Wednesday, May 9, 2007

Death

I don’t know what is worse: watching someone slowly dying and know there’s nothing you can do, losing a loved one suddenly, or being unable to be there for someone that you know is dying. I have been in the unenviable position of having experienced each of these and yet, I still don’t know.

I lost my grandmother in 1999. She was the one that I knew was dying, yet I couldn’t be there. That was hard because it was the first family member that I had been close to that had passed. What’s worse is I have since found out that I wasn’t as close to her as I had thought. There were so many things that I have found out since that makes me wonder if I ever really knew her at all. And now, eight years later, I still find myself unable to forgive her. I wonder if I ever will. I hope I can, but I am just unable to right now.

I have lost two important people suddenly. When I was about eight, I lost my best friend to a drunk driver. That was really my first experience with death. My father’s mother had died when I was five, but I was left with my maternal grandmother while my parents went to the funeral. The other person that I lost suddenly, was ironically enough, also lost to a drunk…on a horse. That was my brother. His death still hurts. It is still fresh after almost four years. The thought of him can bring me to tears in seconds. I regret that I never got to say goodbye or I love you or tell him how important he was to me.

The last one is always in my mind. It is hard to watch someone you love slowly dying or slowly killing themselves whether it is through inaction or on purpose. Actually, I change my mind; this is the worst way to lose someone. You sit by knowing there’s nothing you can say or do that will change what is happening. No matter how much you want to help them, they have to want to change. So you sit and you wait for the inevitable. And you mourn before the actual death comes. And at some point, you wish that it would all be over with because you find it morbid and stifling to sit and wait for a death that you know is coming. At some point, you pray for it to be over quickly, for your loved one to not suffer any longer.

You can tell whether a death was sudden by the way the main care taker acts at the funeral. If it was sudden, chances are, the grief will be strong and clear. If it was a long, slow death, the grief will not show as much. There may be a sense of relief instead. Relief that the waiting game is over. That is the saddest thing indeed.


What needs to be done
All of these records need to be duplicated exactly.

Data in this exercise
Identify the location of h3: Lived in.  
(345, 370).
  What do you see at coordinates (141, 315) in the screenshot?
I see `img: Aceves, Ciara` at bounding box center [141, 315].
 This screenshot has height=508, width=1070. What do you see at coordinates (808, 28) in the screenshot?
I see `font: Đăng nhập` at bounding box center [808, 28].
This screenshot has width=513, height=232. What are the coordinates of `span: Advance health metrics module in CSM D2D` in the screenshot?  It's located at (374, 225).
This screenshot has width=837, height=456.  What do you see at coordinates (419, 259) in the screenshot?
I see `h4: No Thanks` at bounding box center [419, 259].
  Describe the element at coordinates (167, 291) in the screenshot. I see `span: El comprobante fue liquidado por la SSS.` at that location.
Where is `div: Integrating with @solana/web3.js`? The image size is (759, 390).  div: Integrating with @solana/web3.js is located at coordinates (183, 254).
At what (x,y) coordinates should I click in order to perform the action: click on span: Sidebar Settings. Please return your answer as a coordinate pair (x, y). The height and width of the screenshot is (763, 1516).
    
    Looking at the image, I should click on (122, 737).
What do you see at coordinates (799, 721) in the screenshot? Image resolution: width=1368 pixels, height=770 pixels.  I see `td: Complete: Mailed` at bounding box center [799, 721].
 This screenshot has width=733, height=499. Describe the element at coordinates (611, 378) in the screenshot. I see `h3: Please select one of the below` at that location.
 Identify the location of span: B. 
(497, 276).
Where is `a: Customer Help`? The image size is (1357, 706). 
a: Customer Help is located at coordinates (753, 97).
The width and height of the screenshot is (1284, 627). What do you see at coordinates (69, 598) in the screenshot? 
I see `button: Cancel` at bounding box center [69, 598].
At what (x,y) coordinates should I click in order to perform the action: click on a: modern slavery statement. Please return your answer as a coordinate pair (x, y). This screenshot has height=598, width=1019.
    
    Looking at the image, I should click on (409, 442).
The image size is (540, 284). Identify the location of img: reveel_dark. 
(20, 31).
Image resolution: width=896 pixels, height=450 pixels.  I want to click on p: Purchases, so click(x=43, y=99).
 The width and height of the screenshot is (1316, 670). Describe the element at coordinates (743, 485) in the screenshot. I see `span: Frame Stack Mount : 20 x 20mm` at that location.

Written solution
Identify the location of h3: Lived in.  
(345, 370).
  What do you see at coordinates (141, 315) in the screenshot?
I see `img: Aceves, Ciara` at bounding box center [141, 315].
 This screenshot has height=508, width=1070. What do you see at coordinates (808, 28) in the screenshot?
I see `font: Đăng nhập` at bounding box center [808, 28].
This screenshot has width=513, height=232. What are the coordinates of `span: Advance health metrics module in CSM D2D` in the screenshot?  It's located at (374, 225).
This screenshot has width=837, height=456.  What do you see at coordinates (419, 259) in the screenshot?
I see `h4: No Thanks` at bounding box center [419, 259].
  Describe the element at coordinates (167, 291) in the screenshot. I see `span: El comprobante fue liquidado por la SSS.` at that location.
Where is `div: Integrating with @solana/web3.js`? The image size is (759, 390).  div: Integrating with @solana/web3.js is located at coordinates (183, 254).
At what (x,y) coordinates should I click in order to perform the action: click on span: Sidebar Settings. Please return your answer as a coordinate pair (x, y). The height and width of the screenshot is (763, 1516).
    
    Looking at the image, I should click on (122, 737).
What do you see at coordinates (799, 721) in the screenshot? Image resolution: width=1368 pixels, height=770 pixels.  I see `td: Complete: Mailed` at bounding box center [799, 721].
 This screenshot has width=733, height=499. Describe the element at coordinates (611, 378) in the screenshot. I see `h3: Please select one of the below` at that location.
 Identify the location of span: B. 
(497, 276).
Where is `a: Customer Help`? The image size is (1357, 706). 
a: Customer Help is located at coordinates (753, 97).
The width and height of the screenshot is (1284, 627). What do you see at coordinates (69, 598) in the screenshot? 
I see `button: Cancel` at bounding box center [69, 598].
At what (x,y) coordinates should I click in order to perform the action: click on a: modern slavery statement. Please return your answer as a coordinate pair (x, y). This screenshot has height=598, width=1019.
    
    Looking at the image, I should click on (409, 442).
The image size is (540, 284). Identify the location of img: reveel_dark. 
(20, 31).
Image resolution: width=896 pixels, height=450 pixels.  I want to click on p: Purchases, so click(x=43, y=99).
 The width and height of the screenshot is (1316, 670). Describe the element at coordinates (743, 485) in the screenshot. I see `span: Frame Stack Mount : 20 x 20mm` at that location.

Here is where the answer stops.